The Wave in the Mind
I’ve started spending the first half hour or so after I get out of bed with a nonficiton book, it gets my mind going in a more focused way than jumping online and it’s been good for starting my day in a calm, relaxed mood. This collection of essays by Ursula K. Le Guin was a page turner for me, I loved so many of them. She talks about writing, readers, and a wide range of opinions on various topics. I wrote down many quotes in my journal as I read, I especially loved the way in which she talks about imagination and uses that word instead of creativity (what a great idea!).

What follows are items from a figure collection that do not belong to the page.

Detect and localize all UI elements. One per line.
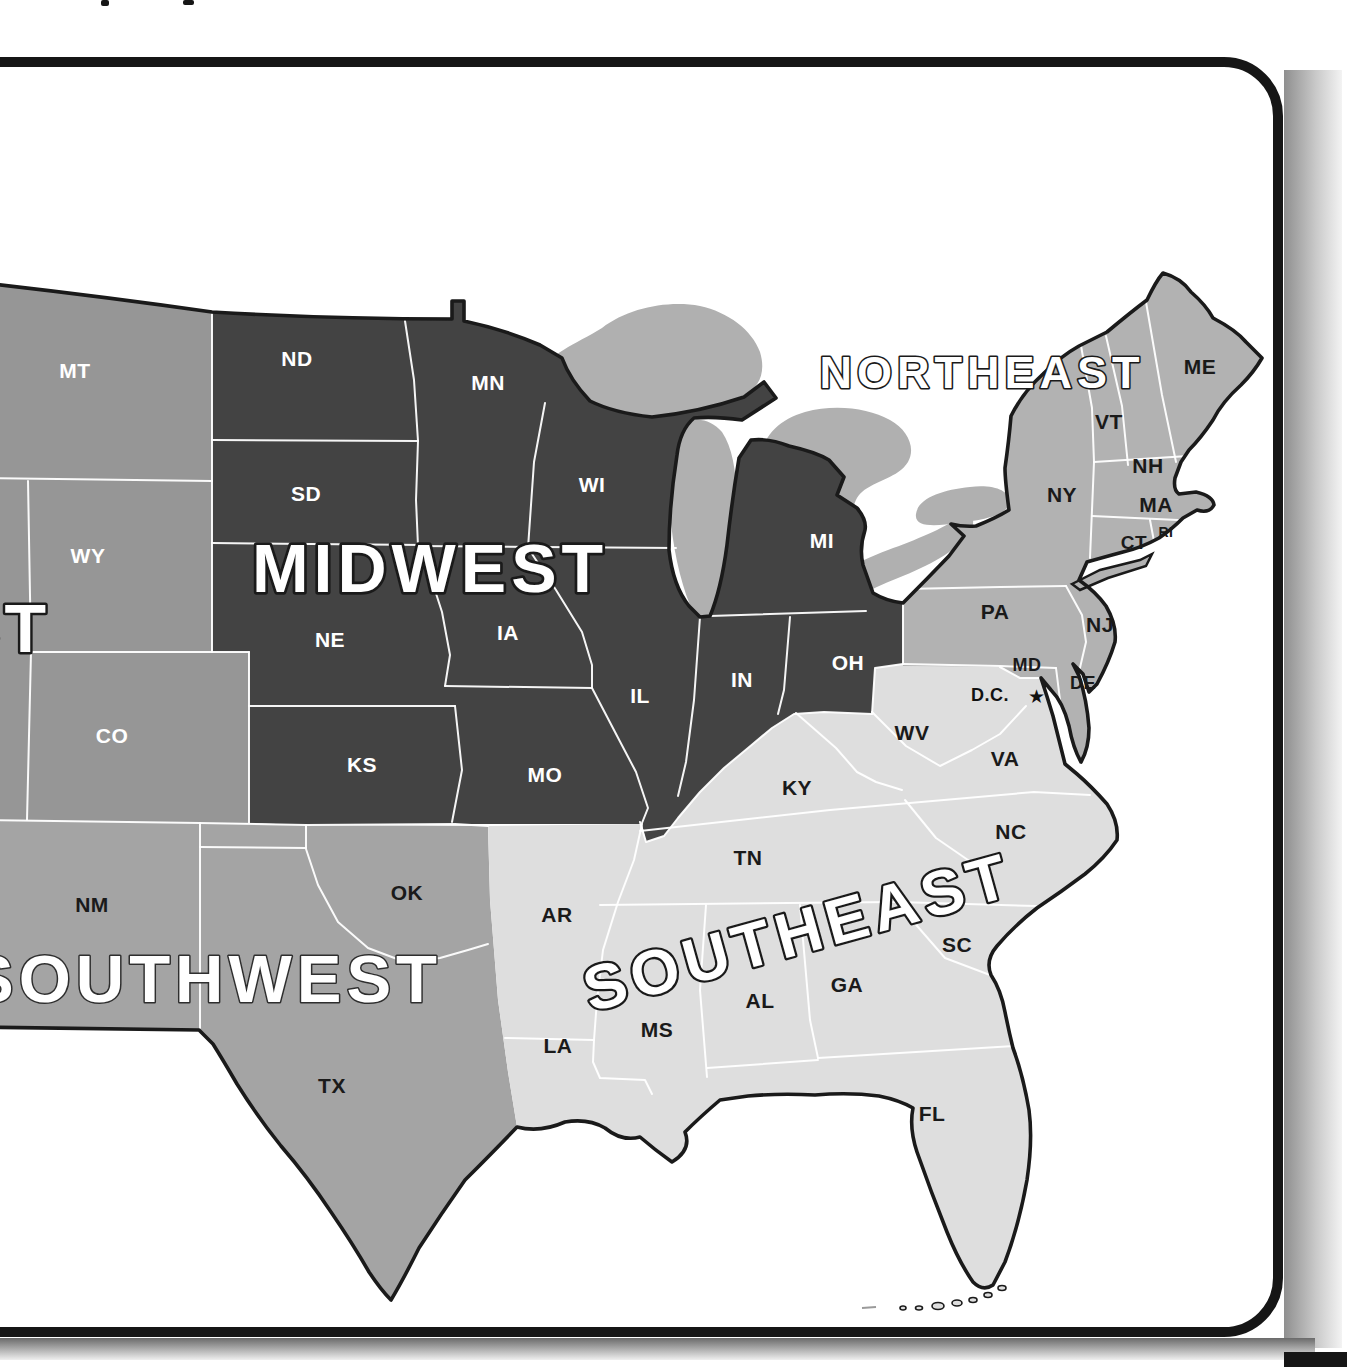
state-label-MI: MI (810, 529, 834, 552)
state-label-WY: WY (71, 544, 106, 567)
state-label-NY: NY (1047, 483, 1077, 506)
cropped-text-remnant (101, 0, 109, 6)
state-label-MD: MD (1013, 655, 1042, 675)
state-label-TX: TX (318, 1074, 346, 1097)
state-label-ME: ME (1184, 355, 1217, 378)
state-label-IN: IN (731, 668, 753, 691)
state-label-VT: VT (1095, 410, 1123, 433)
state-label-MT: MT (59, 359, 90, 382)
state-label-VA: VA (991, 747, 1020, 770)
state-label-IA: IA (497, 621, 519, 644)
book-page: MTWYCONDSDMNWIMINEIAILINOHKSMOMEVTNHNYMA… (0, 0, 1347, 1367)
state-label-AL: AL (746, 989, 775, 1012)
state-label-NH: NH (1132, 454, 1163, 477)
state-label-DC: D.C. (971, 685, 1009, 705)
state-label-KS: KS (347, 753, 377, 776)
cropped-text-remnant (183, 0, 194, 5)
state-label-WI: WI (579, 473, 606, 496)
state-label-ND: ND (281, 347, 312, 370)
state-label-OK: OK (391, 881, 424, 904)
region-label-west: WEST (0, 590, 50, 666)
frame-right-shadow (1284, 70, 1342, 1348)
dc-star-icon: ★ (1028, 686, 1045, 707)
state-label-MA: MA (1139, 493, 1173, 516)
state-label-GA: GA (831, 973, 864, 996)
state-label-NJ: NJ (1086, 613, 1114, 636)
region-label-midwest: MIDWEST (252, 530, 608, 606)
state-label-MS: MS (641, 1018, 674, 1041)
state-label-RI: RI (1159, 524, 1174, 540)
state-label-SC: SC (942, 933, 972, 956)
state-label-TN: TN (734, 846, 763, 869)
state-label-WV: WV (895, 721, 930, 744)
state-label-CO: CO (96, 724, 129, 747)
bottom-right-bar (1284, 1352, 1347, 1367)
state-label-FL: FL (919, 1102, 946, 1125)
state-label-PA: PA (981, 600, 1010, 623)
state-label-IL: IL (630, 684, 650, 707)
state-label-DE: DE (1070, 673, 1096, 693)
frame-bottom-shadow (0, 1338, 1315, 1360)
state-label-MN: MN (471, 371, 505, 394)
state-label-CT: CT (1121, 532, 1147, 553)
state-label-KY: KY (782, 776, 812, 799)
state-label-AR: AR (541, 903, 572, 926)
regions-map-figure: MTWYCONDSDMNWIMINEIAILINOHKSMOMEVTNHNYMA… (0, 0, 1347, 1367)
state-label-SD: SD (291, 482, 321, 505)
state-label-NE: NE (315, 628, 345, 651)
region-label-northeast: NORTHEAST (820, 347, 1145, 398)
state-label-NM: NM (75, 893, 109, 916)
state-label-MO: MO (528, 763, 563, 786)
state-label-LA: LA (544, 1034, 573, 1057)
state-label-OH: OH (832, 651, 865, 674)
region-label-southwest: SOUTHWEST (0, 941, 442, 1016)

The exercise of imagination is dangerous to those who profit from the way things are because it has the power to show that the way things are is not permanent, not universal, not necessary. (From the essay A War Without End)
Little Bird Volume 1
Another comic I grabbed on Hoopla that was on my list because it made some award lists, and I’m honestly still not sure what I think of it. We follow Little Bird as she sets out to figure out how to survive living in Canada in a time when a theocracy is ruling and the native ideas of land and life are being surpressed and, often, killed off. It’s quite violent and that may not be my thing in comics, a bit too much blood and guts in the drawings at times for my tastes, but the ideas are intriguing and I’m thinking about them in relation to how we treat native people currently.
Until the Last of Me
Book two of the Take Them To The Stars series and as we move forward in the story, following Mia and her daughter Lola, we also get a larger view into the life and world of the trackers trying to kill them. I didn’t enjoy this story as much as the first novel in the series, but it’s really interesting how the author uses actual events from history and wraps his story around them. In this one we follow the Voyager missions as they launch and start to document our solar system. And Mia and Lola, while at odds at times as mothers and daughters can be, start to figure out more about how to fulfill their mission.
Violeta
If there’s one thing you can count on in an Isabel Allende book, it’s that there will be a lot of drama. I hadn’t read her since college when I read The House of the Spirits in Spanish, but I saw a new book of hers and felt like a bit of a Latin American telenovela was right for me at this time. Violeta is born in 1920 and she tells her entire life story and, as expected, a lot happens. Allende loves to set things in Chile and she doesn’t shy away from the difficult parts of that country’s history, so we see it all through Violeta’s point of view and her life.